Every day digest: India will tax cryptocurrency to pay for infrastructure, Texas stares down a winter storm, and extra


Good afternoon and welcome back to another news roundup. As much of the U.S. prepares for another deluge of extreme winter weather, will Texas be ready this time or will the same crisis of governance that played out last winter repeat itself?

Here’s what you need to know:

India will tax cryptocurrency to shore up infrastructure spending

With the Indian economy still flagging under COVID, Prime Minister Narendra Modi has put forth an ambitious infrastructure package that includes $2.7 billion for new highways and $6.4 billion for affordable housing. Major boosts to solar power and 400 new electric trans have also been promised, and the government is looking to make up some of the cost by imposing a new 30 percent income tax on cryptocurrency.

H/t to ABC News

With a major winter storm bearing down on Texas, will the power grid hold this time?

Two-thousand miles of icy winter weather is staring down the U.S. at the time of writing, with inches, if not feet, of snow expected from Colorado to the Midwest. But the biggest question is that, if one year after major power outages hit Texas and knocked its famously isolated electrical grid offline, the state can avoid repeating the mistakes of 2021.

According to Gizmodo, Governor Greg Abbott said that the state can’t guarantee that there won’t be power outages, about a month after he promised that that wouldn’t be the case. While the temperatures won’t get as low as they did last February or stay that way for as long, heavier snow and ice could still disrupt physical power lines rather than presenting the overdrawn grid and natural gas shut-offs we saw last time.

H/t to Gizmodo

Cornell University is drilling a 10,000-foot hole to kick off its geothermal plans

Speaking of energy, come May 2022, Cornell University will begin its plans to drill a 10,000-foot-deep hole on its Ithaca campus as the first phase of its Earth Source Heating project. As part of the university’s plan to get the campus to carbon-neutral by 2035, the Earth Source Heating project will hopefully provide the school’s academic buildings with geothermal heating and cooling. The hole—named the Borehole Observatory—will help determine how much geothermal heat can be extracted and whether it’s sufficient for the school’s needs.
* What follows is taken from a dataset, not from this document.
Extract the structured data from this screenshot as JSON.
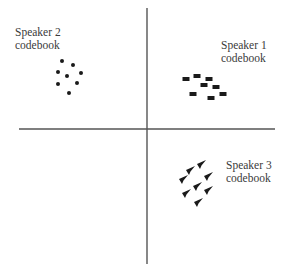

H/t to The Cornell Daily Sun

A Paul Rudolph home is sold ten months after being listed as an NFT

Ten months ago, AN reported on the curious case of the Edersheim Residence at 862 Fenimore Road in Larchmont, New York, a home heavily modified by Paul Rudolph in 1982, ’89, and ’91 that was up for sale as the first real-world real estate NFT. After a gut renovation in 2020 that modernized the house and added solar panels, geothermal generation, more efficient windows, and improved wall insulation, the 9,000-square-foot home was listed for $6.4 million that August by Houlihan Lawrence.

It failed to sell, and to drum up interest, the real estate agency then listed the historic house as an NFT on crypto art marketplace OpenSea (but with actual homeownership rights attached, not just a jpeg of the house).

Now the house has finally sold, according to the nonprofit Paul Rudolph Heritage Foundation, but details remain scant. OpenSea doesn’t report a sale, and both the Paul Rudolph Heritage Foundation’s site with details and the one made for the Edersheim Residence to show off the renovation and lure in prospective buyers have been deleted.

Jeff Bezos’s National Air and Space Museum gift came with unusual naming rights

Amazon founder and billionaire Jeff Bezos gifted the Smithsonian $200 million for a National Air and Space Museum overhaul in July of last year, and now new details have come to light about special concessions that the institution made to seemingly see the deal along. $70 million of that total will go towards the $1 billion renovation underway at the 45-year-old museum, and the remaining $130 million is going toward the creation of the Bezos Learning Center, which will provide educational opportunities for students in STEAM fields.

According to Hyperallergic, the agreement between Bezos and the Smithsonian lacks a “morals clause,” a common out that would allow the institution to remove Bezos’s name from its buildings in the future if he did anything that tarnished his public image. Bezos’s name will appear in three places on the Bezos Learning Center for the next 50 years, even though the Smithsonian purposefully limited naming rights to only 20 years in 2011.